Eva and I exchanged glances. “The humans are not the greatest problem,” she said. “We can deal with their greater numbers for a time by bottling them up in the small passes, but those daemons are a tactical nightmare equivalent to having winged cavalry. Bryden, how many could you take care of?”

The aeromancer squinted at the sky above Dun Bhailiol, trying to count. He quickly discovered that to be futile. “Not nearly enough if they swarm us.”

“That’s not all we need to be worried about,” I added. “If I were the Scarrabus I would have infested some of those winged daemons. They will have eyes in the sky able to see everything we do and instantly communicate it to others of their kind on the ground.”

Eva cursed. “Superior information wins wars. Whatever traps and trickery we can employ would be rendered useless.”

Cormac stoked his red beard and nodded to Secca. “Mayhap our colleague could help with that particular problem.”

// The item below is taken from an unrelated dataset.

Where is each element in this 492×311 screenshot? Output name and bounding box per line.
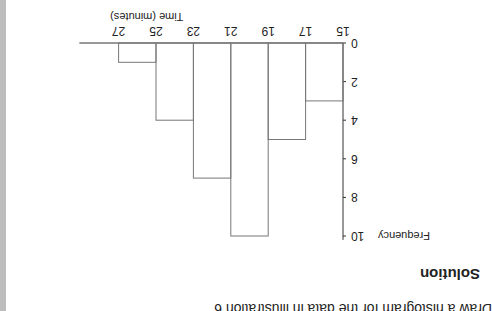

The illusionist winced. “I would have to bend light over a large area. I’m not sure I could keep that up for long, but I could try.”

Granville’s bushy brows lowered. “Try is not good enough. Test it, and soon. I would not wish to rely on it and have you fail. In any case, these are daemons – do any here know if these bone vultures hunt through sight alone, or do they also utilise sound or smell?” It was an unsettling detail I had overlooked.

Luckily we had Eva, who had studied fighting such things. “The bone vultures are much like our birds of prey, hunting mainly by acute eyesight. The larger flying lizards I have never seen before but I imagine they will take some killing.”